Several years ago, when I attended an orientation for students who were beginning their doctoral studies, the director of graduate studies recommended a book written by William Bridges called Transitions: Making Sense of Life’s Changes(Addison-Wesley Publishing Co., Reading, MA: 1980). Because everyone at the orientation was transitioning from lives committed to God, family, work, and community to lives committed to God, family, work, community, and graduate studies, the recommendation was appropriate and certainly appreciated. One particular passage in the book caught my attention then and continues to do so now whenever I am asked to begin something new.
Throughout nature, growth involves periodic accelerations and transformations: Things go slowly for a time and nothing seems to change—until suddenly the eggshell cracks, the branch blossoms, the tadpole’s tail shrinks away, the leaf falls, the bird molts, the hibernation begins. With us it is the same (5).
The crucial point of this passage is developed by William Bridges in the pages of his book. In summary, transitions are not the various changes we experience in life but the personal development we undergo because of the changes we experience. Transitions are the readjustments we make to our own spiritual self-identities to coincide with what is happening around us.
People know when changes are taking place in their lives because of the uneasiness and pain that are caused by changes. People only know when transitions are taking place when they take the uneasiness and pain and contemplate the personal and perhaps communal adjustments that must be made to accommodate and live with the changes. Like the hatching of a chick, the blossoming of a flower, and the development of a frog, transitions require time and effort. Spiritual growth requires leaving behind the old and being open to the possibilities of the new.
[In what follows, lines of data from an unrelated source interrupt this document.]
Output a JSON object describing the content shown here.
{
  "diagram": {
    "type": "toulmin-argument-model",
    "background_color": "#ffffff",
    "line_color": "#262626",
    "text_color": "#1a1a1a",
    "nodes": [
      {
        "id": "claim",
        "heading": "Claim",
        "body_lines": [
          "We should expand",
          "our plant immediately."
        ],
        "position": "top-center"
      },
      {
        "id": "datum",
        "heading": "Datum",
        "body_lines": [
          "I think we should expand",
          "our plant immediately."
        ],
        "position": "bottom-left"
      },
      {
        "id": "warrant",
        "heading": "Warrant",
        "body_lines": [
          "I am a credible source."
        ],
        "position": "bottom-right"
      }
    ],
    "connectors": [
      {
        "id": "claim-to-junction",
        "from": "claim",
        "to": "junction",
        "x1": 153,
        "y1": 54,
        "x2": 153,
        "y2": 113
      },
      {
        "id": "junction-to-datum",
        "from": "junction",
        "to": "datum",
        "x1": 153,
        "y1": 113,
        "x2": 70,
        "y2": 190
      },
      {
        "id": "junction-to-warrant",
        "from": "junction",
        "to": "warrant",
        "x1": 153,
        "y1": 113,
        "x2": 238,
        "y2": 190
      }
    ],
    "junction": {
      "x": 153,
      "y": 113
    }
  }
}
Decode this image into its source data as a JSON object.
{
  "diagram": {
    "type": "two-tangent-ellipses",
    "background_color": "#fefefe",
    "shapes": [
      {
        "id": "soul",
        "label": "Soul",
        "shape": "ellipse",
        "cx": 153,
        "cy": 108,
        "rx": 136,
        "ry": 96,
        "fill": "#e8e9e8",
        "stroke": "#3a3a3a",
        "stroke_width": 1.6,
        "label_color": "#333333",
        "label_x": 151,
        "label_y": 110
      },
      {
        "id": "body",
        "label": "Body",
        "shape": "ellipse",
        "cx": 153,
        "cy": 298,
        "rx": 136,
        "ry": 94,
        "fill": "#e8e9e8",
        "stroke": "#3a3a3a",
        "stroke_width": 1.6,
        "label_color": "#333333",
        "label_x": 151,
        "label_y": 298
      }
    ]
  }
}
A familiar example of transition in our Christian tradition takes place on Pentecost when the followers of Jesus Christ are dealing with the changes in their lives caused by the death, resurrection, and departure of Jesus. Encouraged by the Spirit of God and certainly by each other, Jesus’ followers undergo several transitions that lead to what we know as our Catholic Church and Christian heritage. If the followers of Jesus had not transitioned from their experience with Jesus and their reflections on that experience, would there be a Christian community today?
As I reflect on all the changes that are taking place and that must take place at the Church of St. Matthew through the hands of volunteers, the following words of William Bridges are challenging:
Transition is a kind of street-crossing procedure. One would be a fool to stay out there in the middle of the street any longer than was necessary, so once you step off the curb, move on to the other side as fast as you can. And whatever you do, don’t sit down on the center line to think things over (112).